If you took a Western and a fairytale about a dashing prince trying to save his princess, the result would be Nathan and David Zellner’s new film Damsel.
It follows Samuel (Robert Pattinson), a dandy clearly unfit to be a cowboy, and Henry (David Zellner), a man posing as a parson, on a quest to save the former’s kidnapped love, Penelope (Mia Wasikowska). Though Damsel was made before Harvey Weinstein’s downfall sparked #MeToo, the film feels like the Zellners’ attempt to contribute. Unfortunately, they don’t seem empathetic or humble enough to realize that their take is the same as every other “nice guy” in history.
Though Damsel has many Western trappings, there’s also something clearly off about it. The most obvious is the dialogue, which is just a bit too modern (especially the curse words) to read as period-accurate. Another is Terry Anderson’s costumes. Many of the characters are performing a persona and their clothes feel like parodies of western garb. Perhaps the subtlest bit of weirdness, though, is the music, performed by The Octopus Project. Though it has a twangy, folksy sound, it’s also noticeably manic. It’s as if the Zellners are shaking the audience and asking, “Are you having fun yet? Are you having fun yet?! ARE YOU HAVING FUN YET?!?!” For the most part, the answer is no.
Damsel is a dark comedy that trades on the ridiculous and unexpected rather than traditional jokes, so its humor can be an acquired taste. Some moments are deliberately cartoonish. For instance, the way Samuel struggles to take off his guitar or the character who dies while urinating and then keeps spraying like a fountain in death. However, those absurd moments can clash with the otherwise subdued and realistic tone in a way that feels unintentional and–specially before the plot kicks in around the 40-minute mark–the film feels like an aimless progression of bizarre vignettes.
During those first 40 minutes, Pattinson is entirely responsible for keeping the audience interested. The actor has spent the years since Twilight hiding his handsomeness (last year’s Lost City of Z) or rejecting it (last year’s Good Time), but here, he subverts it. His beautiful clothes and handsome face are simply the attractive shell hiding the weirdness inside. Samuel is clearly playing dress up, but there’s something else wrong with him too. When he chases and kills someone he claims is the brother of the man who kidnapped Penelope, you’re not sure if he’s telling the truth or just trying to impress Henry. We don’t find out exactly the kind of guy Samuel is until over half way through the film. It’s hard to say exactly what happens without spoiling everything, but we end up spending the rest of the movie following Penelope because of it.
Wasikowsa’s work is also about subversion. Though she plays the titular damsel, she’s far from helpless. If anything, Penelope is surprisingly mean, but it makes sense once we get the full context of her relationships to the men around her. In part, that’s done by making comedy out of undermining the male characters’ perceptions of their own nobility. Take for instance, the way the film cuts from Samuel singing a silly love song he wrote for Penelope to a shot of him jerking off to her picture.
At its core, Damsel, is about the fantasies men project on beautiful women and the way that toxic attention causes Penelope to harden herself against the world. Switching our sympathies to Penelope halfway through the film is meant to make us realize that, but the Zellners don’t go as far as they think.
Rather than truly get Penelope’s perspective, we still see her emotions and actions through a man’s understanding—namely, Henry’s. In his eyes, she is remote, unknowable and unpredictable. Rather than let Penelope show the audience how exhausting it would be to be a beautiful woman in an uncivilized world controlled by egotistical men, she becomes just another stereotype of womanhood whose struggles are jokes to the men who objectify her. Her feelings are only worth acknowledging as a prelude to seduction.
At the end of the film, it’s unclear if the Zellners believe there’s a tragic romance in wanting a woman who doesn’t want you back or they understand that’s just patriarchal BS. The film’s title certainly suggests they have some idea, but Damsel’s final moments ring too sincere. Perhaps it doesn’t matter if the film itself understands what it’s saying about these men, though. It chooses to follow them rather than the woman they torture. We don’t get to understand how frustrated she is with her life. Instead, she’s a pawn in a story about a sad guy, the object all the men desire, but don’t bother to understand. #MeToo may be changing the industry that makes films, but the films themselves are still the same.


### [Requirement]
What lines in the data hold the string "with"? Show them.

### [Information given]
——————————

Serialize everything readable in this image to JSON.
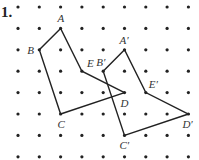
{
  "problem_number": "1.",
  "grid": {
    "cols": 9,
    "rows": 8,
    "origin_x": 18,
    "origin_y": 7,
    "spacing_x": 21.3,
    "spacing_y": 21.4,
    "dot_color": "#222222"
  },
  "line_color": "#222222",
  "figures": [
    {
      "name": "original",
      "vertices": [
        {
          "label": "A",
          "col": 2,
          "row": 1,
          "lx": -3,
          "ly": -6
        },
        {
          "label": "B",
          "col": 1,
          "row": 2,
          "lx": -12,
          "ly": 4
        },
        {
          "label": "C",
          "col": 2,
          "row": 5,
          "lx": -3,
          "ly": 14
        },
        {
          "label": "D",
          "col": 5,
          "row": 4,
          "lx": -4,
          "ly": 14
        },
        {
          "label": "E",
          "col": 3,
          "row": 3,
          "lx": 5,
          "ly": -4
        }
      ]
    },
    {
      "name": "image",
      "vertices": [
        {
          "label": "A′",
          "col": 5,
          "row": 2,
          "lx": -5,
          "ly": -6
        },
        {
          "label": "B′",
          "col": 4,
          "row": 3,
          "lx": -7,
          "ly": -5
        },
        {
          "label": "C′",
          "col": 5,
          "row": 6,
          "lx": -5,
          "ly": 14
        },
        {
          "label": "D′",
          "col": 8,
          "row": 5,
          "lx": -6,
          "ly": 14
        },
        {
          "label": "E′",
          "col": 6,
          "row": 4,
          "lx": 3,
          "ly": -5
        }
      ]
    }
  ]
}
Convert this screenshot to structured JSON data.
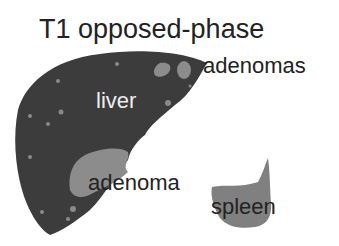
{
  "title": "T1 opposed-phase",
  "labels": {
    "liver": "liver",
    "adenomas": "adenomas",
    "adenoma": "adenoma",
    "spleen": "spleen"
  },
  "colors": {
    "liver": "#3c3c3c",
    "lesion": "#8c8c8c",
    "spleen": "#808080",
    "dots": "#8a8a8a",
    "text_dark": "#222222",
    "text_light": "#eeeeee"
  }
}
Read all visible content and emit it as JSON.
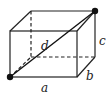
{
  "diagram": {
    "type": "rectangular-box",
    "labels": {
      "length": "a",
      "width": "b",
      "height": "c",
      "diagonal": "d"
    },
    "colors": {
      "stroke": "#222222",
      "dot": "#111111",
      "background": "#ffffff"
    }
  }
}
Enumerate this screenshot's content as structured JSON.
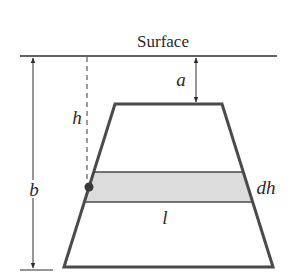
{
  "diagram": {
    "surface_label": "Surface",
    "labels": {
      "a": "a",
      "h": "h",
      "b": "b",
      "dh": "dh",
      "l": "l"
    },
    "colors": {
      "line": "#2e2e2e",
      "shape_edge": "#4a4a4a",
      "band_fill": "#dcdcdc",
      "dot": "#3a3a3a"
    }
  }
}
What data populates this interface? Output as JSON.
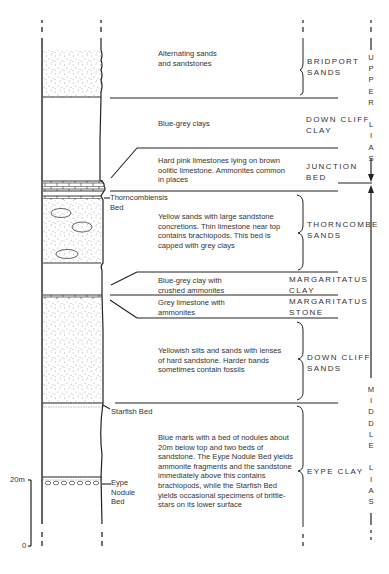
{
  "diagram": {
    "scale": {
      "top_label": "20m",
      "bottom_label": "0"
    },
    "units": [
      {
        "id": "bridport",
        "name_line1": "BRIDPORT",
        "name_line2": "SANDS",
        "description": "Alternating sands\nand sandstones"
      },
      {
        "id": "downcliff-clay",
        "name_line1": "DOWN CLIFF",
        "name_line2": "CLAY",
        "description": "Blue-grey clays"
      },
      {
        "id": "junction",
        "name_line1": "JUNCTION",
        "name_line2": "BED",
        "description": "Hard pink limestones lying on brown\noolitic limestone. Ammonites common\nin places"
      },
      {
        "id": "thorncombe",
        "name_line1": "THORNCOMBE",
        "name_line2": "SANDS",
        "description": "Yellow sands with large sandstone\nconcretions. Thin limestone near top\ncontains brachiopods. This bed is\ncapped with grey clays"
      },
      {
        "id": "margaritatus-clay",
        "name_line1": "MARGARITATUS",
        "name_line2": "CLAY",
        "description": "Blue-grey clay with\ncrushed ammonites"
      },
      {
        "id": "margaritatus-stone",
        "name_line1": "MARGARITATUS",
        "name_line2": "STONE",
        "description": "Grey limestone with\nammonites"
      },
      {
        "id": "downcliff-sands",
        "name_line1": "DOWN CLIFF",
        "name_line2": "SANDS",
        "description": "Yellowish silts and sands with lenses\nof hard sandstone. Harder bands\nsometimes contain fossils"
      },
      {
        "id": "eype-clay",
        "name_line1": "EYPE CLAY",
        "name_line2": "",
        "description": "Blue marls with a bed of nodules about\n20m below top and two beds of\nsandstone. The Eype Nodule Bed yields\nammonite fragments and the sandstone\nimmediately above this contains\nbrachiopods, while the Starfish Bed\nyields occasional specimens of brittle-\nstars on its lower surface"
      }
    ],
    "bed_labels": {
      "thorncombiensis": "Thorncombiensis\nBed",
      "starfish": "Starfish Bed",
      "eype_nodule": "Eype\nNodule\nBed"
    },
    "stages": {
      "upper": [
        "U",
        "P",
        "P",
        "E",
        "R",
        "",
        "L",
        "I",
        "A",
        "S"
      ],
      "middle": [
        "M",
        "I",
        "D",
        "D",
        "L",
        "E",
        "",
        "L",
        "I",
        "A",
        "S"
      ]
    }
  }
}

——————————

### [Task response]
        "description": "Yellow sands with large sandstone\nconcretions. Thin limestone near top\ncontains brachiopods. This bed is\ncapped with grey clays"
        "description": "Blue-grey clay with\ncrushed ammonites"
        "description": "Grey limestone with\nammonites"
        "description": "Yellowish silts and sands with lenses\nof hard sandstone. Harder bands\nsometimes contain fossils"
        "description": "Blue marls with a bed of nodules about\n20m below top and two beds of\nsandstone. The Eype Nodule Bed yields\nammonite fragments and the sandstone\nimmediately above this contains\nbrachiopods, while the Starfish Bed\nyields occasional specimens of brittle-\nstars on its lower surface"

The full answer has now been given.